A Russian TV presenter has been fired, after coming out as gay live on-air. Anton Krasovsky had covered anti-gay propaganda laws in Russia.
He was the editor-in-chief of Kontr TV and shocked his audience and producers with his surprise announcement several months ago.
"I'm gay, and I'm just the same person as you, my dear audience, as President Putin, as Prime Minister Medvedev and the deputies of our Duma" he is quoted as saying.
The video has reportedly been deleted from the station website.
Krasovsky has said he had not been preparing to do it, but made the decision a couple of hours before the show because he felt uncomfortable covering LGBT affairs in Russia without being honest with his audience.
"Because I felt like a hypocrite, and hypocrisy is what I hate the most about people" he told Snob.ru. "The meaning of this whole story we are discussing now is that throughout my whole life I've been struggling with myself. And this - as you call it - coming out is just another battle with myself, with my own hypocrisy, my own lies and my own cowardice".
Meanwhile calls are growing for a boycott of next year's Winter Olympics in Russia in protest at what campaigners have called its "barbaric" new homophobic laws.
British Broadcaster Stephen Fry has appealed directly to UK Prime Minster David Cameron and members of the International Olympic Committee [IOC] to stop the games being held in Russia, comparing Vladimir Putinss treatment of gay people to Adolf Hitler’s treatment of Jews.
He said allowing the games to go ahead in Putin’s Russia would be comparable to the decision to hold the 1936 Olympics in Nazi Germany.
Four-time Olympic champion diver Greg Louganis has delivered a 320,000 signature petition to IOC headquarters in Switzerland, urging it to condemn Russia’s "anti-gay laws".
And US President Barack Obama said earlier this month "I think they [Putin and Russia] understand that for most of the countries that participate in the Olympics, we wouldn't tolerate gays and lesbians being treated differently."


• **Description of the task**
Using the data that follows, state the number of lines holding the word "Pharmacodynamic", and give no other output.

Study material below:

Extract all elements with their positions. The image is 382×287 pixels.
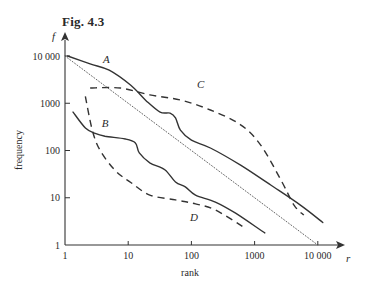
y-tick-label: 100 — [45, 145, 60, 156]
series-line-a — [68, 56, 323, 223]
series-line-d — [85, 96, 244, 228]
y-axis-arrow — [61, 32, 69, 41]
y-tick-label: 1000 — [40, 98, 60, 109]
y-tick-label: 1 — [55, 240, 60, 251]
x-tick-label: 1 — [63, 250, 68, 261]
chart: 110100100010 000110100100010 000rankfreq… — [0, 0, 382, 287]
series-line-b — [73, 112, 265, 233]
y-tick-label: 10 — [50, 192, 60, 203]
series-label-b: B — [102, 117, 109, 129]
y-tick-label: 10 000 — [33, 51, 61, 62]
x-axis-symbol: r — [346, 252, 351, 264]
series-label-c: C — [197, 78, 205, 90]
y-axis-title: frequency — [13, 130, 24, 170]
x-tick-label: 1000 — [245, 250, 265, 261]
series-label-d: D — [189, 211, 198, 223]
x-axis-title: rank — [181, 267, 199, 278]
y-axis-symbol: f — [52, 30, 57, 42]
labels: 110100100010 000110100100010 000rankfreq… — [13, 30, 351, 278]
x-tick-label: 10 000 — [304, 250, 332, 261]
x-tick-label: 100 — [184, 250, 199, 261]
x-tick-label: 10 — [123, 250, 133, 261]
series-label-a: A — [102, 53, 110, 65]
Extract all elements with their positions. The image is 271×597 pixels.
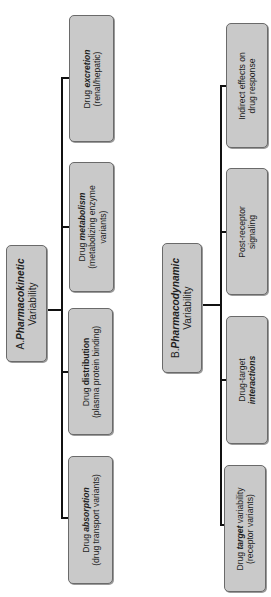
drug-excretion-node: Drug excretion (renal/hepatic): [69, 15, 114, 142]
pharmacokinetic-variability-node: A.Pharmacokinetic Variability: [6, 245, 47, 362]
drug-target-interactions-node: Drug-target interactions: [226, 316, 268, 444]
node-text: Drug-target: [237, 356, 247, 405]
node-emphasis: interactions: [247, 356, 257, 405]
drug-distribution-node: Drug distribution (plasma protein bindin…: [68, 308, 113, 435]
node-emphasis: excretion: [81, 49, 91, 87]
drug-target-variability-node: Drug target variability (receptor varian…: [224, 465, 266, 592]
connector-b-header: [202, 304, 222, 306]
header-prefix: A.: [14, 339, 25, 349]
connector-a-trunk: [61, 77, 63, 519]
node-emphasis: metabolism: [76, 193, 86, 241]
node-text: Indirect effects on: [237, 52, 247, 120]
node-detail: (plasma protein binding): [91, 325, 101, 417]
header-prefix: B.: [170, 348, 181, 358]
indirect-effects-node: Indirect effects on drug response: [226, 23, 268, 148]
node-detail: (receptor variants): [245, 487, 255, 570]
node-text: Drug: [80, 532, 90, 553]
header-line2: Variability: [27, 258, 39, 349]
node-emphasis: target: [235, 525, 245, 549]
connector-b-trunk: [220, 85, 222, 526]
connector-a-excretion: [61, 77, 69, 79]
header-line2: Variability: [182, 258, 194, 358]
node-emphasis: distribution: [80, 337, 90, 384]
node-detail: drug response: [247, 52, 257, 120]
connector-a-metabolism: [61, 226, 69, 228]
drug-absorption-node: Drug absorption (drug transport variants…: [68, 456, 113, 584]
node-detail-2: variants): [97, 185, 107, 269]
node-detail: (metabolizing enzyme: [86, 185, 96, 269]
post-receptor-signaling-node: Post-receptor signaling: [226, 168, 268, 295]
node-emphasis: absorption: [80, 487, 90, 531]
node-detail: (drug transport variants): [91, 474, 101, 566]
node-detail: signaling: [247, 206, 257, 258]
drug-metabolism-node: Drug metabolism (metabolizing enzyme var…: [69, 162, 114, 292]
node-text: Drug: [235, 549, 245, 570]
node-text: Drug: [76, 240, 86, 261]
pharmacodynamic-variability-node: B.Pharmacodynamic Variability: [162, 243, 202, 373]
node-detail: (renal/hepatic): [92, 49, 102, 108]
node-text: Drug: [80, 385, 90, 406]
node-text-post: variability: [235, 487, 245, 525]
node-text: Drug: [81, 87, 91, 108]
header-emphasis: Pharmacodynamic: [170, 258, 181, 349]
header-emphasis: Pharmacokinetic: [14, 258, 25, 340]
node-text: Post-receptor: [237, 206, 247, 258]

End of Study material.

• **Answer box**
2